Highlights & Insights¶
- Forward-looking Task Definition: ReasonVOS is a valuable new task definition—extending VOS from explicit instructions to implicit instructions that require world knowledge reasoning, which aligns better with the real-world requirements of Embodied AI.
- Elegant and Decoupled Architecture Design: TFS frame selection \(\rightarrow\) LLM reasoning \(\rightarrow\) SAM segmentation \(\rightarrow\) Tracker propagation. The four modules play their respective roles. Freezing the modules that do not require training (TFS, Backbone, Tracker), and only training the LLM (LoRA) and SAM decoder, makes training extremely efficient.
<Seg>Token Bridging Mechanism: Inheriting the design of LISA, a special token is used to seamlessly bridge the reasoning capability of the LLM to the segmentation capability, avoiding the issue where the segmentation model itself needs to reason.- Solid Dataset Contributions: ReVOS contains implicit reasoning descriptions (14,678), explicit descriptions (20,071), and non-existent target descriptions (325), providing comprehensive coverage, and the introduction of negative samples effectively reduces hallucinations.
- TFS Substitution Strategy during Training: Randomly sampling frames instead of using TFS during training exposes the model to more combinations of frames. TFS is then used for precise frame selection during inference—this discrepancy in train/test strategy is reasonably designed.
Limitations & Future Work¶
- Small Object Issue: With only 112 visual tokens per frame, the segmentation of small targets (e.g., a paddle) is poor, whereas increasing the token count would introduce computational burdens.
- Strong Dependency on Keyframe Localization: Inaccurate localization by TFS directly leads to segmentation failure, e.g., targets that only appear in a single frame (like a person holding a fire extinguisher) are difficult to locate.
- Limited Long-term Temporal Modeling: Although multiple reference frames are sampled, 12 frames are still limited, making the model inadequate for queries that require extremely long-term temporal understanding.
- Replaceable Backbone: Currently based on Chat-UniVi, the backbone can be replaced with stronger multi-modal LLMs (such as InternVL, Qwen-VL) to achieve continuous improvements in the future.
- Error Accumulation in Tracker: The bidirectional propagation of XMem may drift in long videos or complex scenes, resulting in a decline in segmentation quality over propagation distance.
Related Work & Insights¶
- vs LISA: VISA is a natural extension of LISA in the video domain.
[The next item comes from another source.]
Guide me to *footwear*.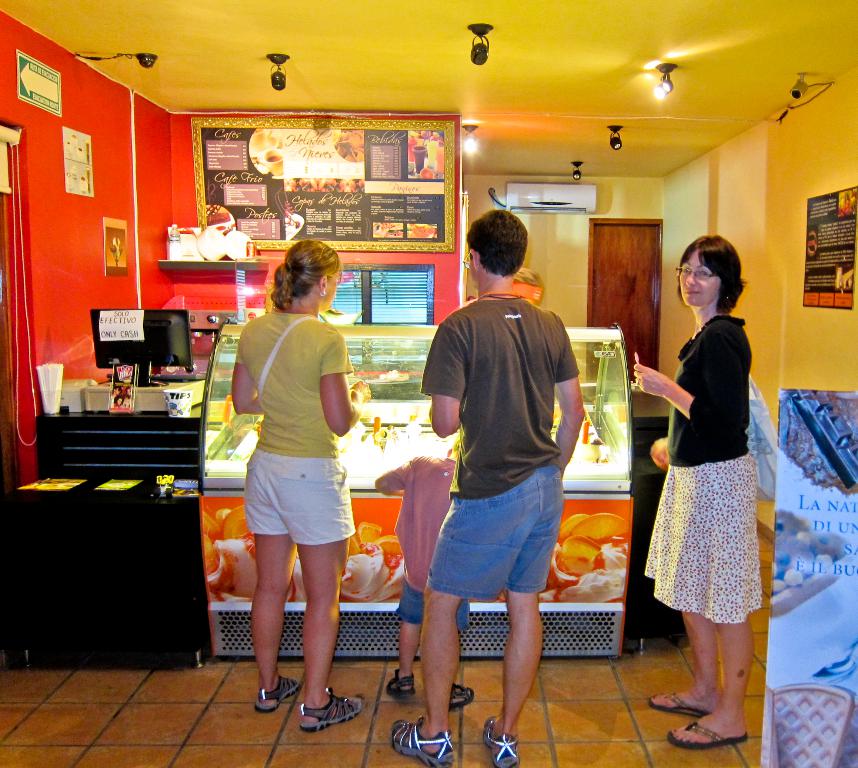
Guidance: <bbox>256, 668, 306, 710</bbox>.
The core difference lies in the introduction of TFS and Tracker to handle temporal issues; VISA also achieves performance comparable to LISA on image tasks.
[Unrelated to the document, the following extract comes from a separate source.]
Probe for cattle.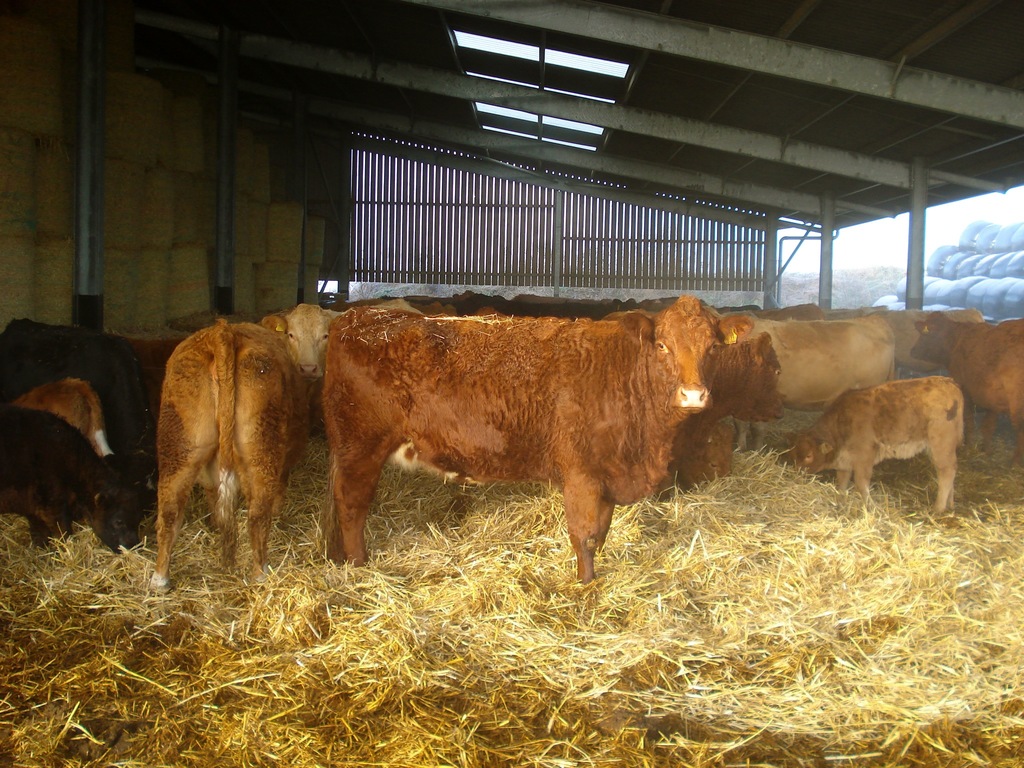
Probe result: box=[150, 320, 307, 593].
- vs TrackGPT: TrackGPT processes frame-by-frame and lacks temporal information, whereas VISA processes multiple frames simultaneously for reasoning, achieving an overall J&F that is 5.9 points higher (13B model).
- vs LLaMA-VID + LMPM: The issue with the VQA+ReferVOS pipeline is that the low token count of VQA models is insufficient to accurately locate targets, leading to error accumulation across the two stages.
- vs Video-ChatGPT: Token compression methods via spatial/temporal pooling lose the spatial details required for segmentation, whereas VISA preserves spatial resolution via TFS frame selection.
Rating¶
- ⭐⭐⭐⭐ Novelty: The new ReasonVOS task definition is valuable, and the TFS + LLM + SAM + Tracker pipeline is simple and effective. However, individual components are combinations of existing modules.
- ⭐⭐⭐⭐ Experimental Thoroughness: Extensive experiments across 8 datasets and multiple ablation groups (datasets/frame sampling/token count/sampling strategy), with comprehensive horizontal and vertical comparisons.
- ⭐⭐⭐⭐ Writing Quality: The structure is clear, the task definition is distinct, the figures and tables are informative, and the motivation is well-articulated.
- ⭐⭐⭐⭐⭐ Value: Opens up the Reasoning VOS direction, fills a gap with the ReVOS dataset, and matches the release of open-source code and datasets, providing a significant boost to subsequent research.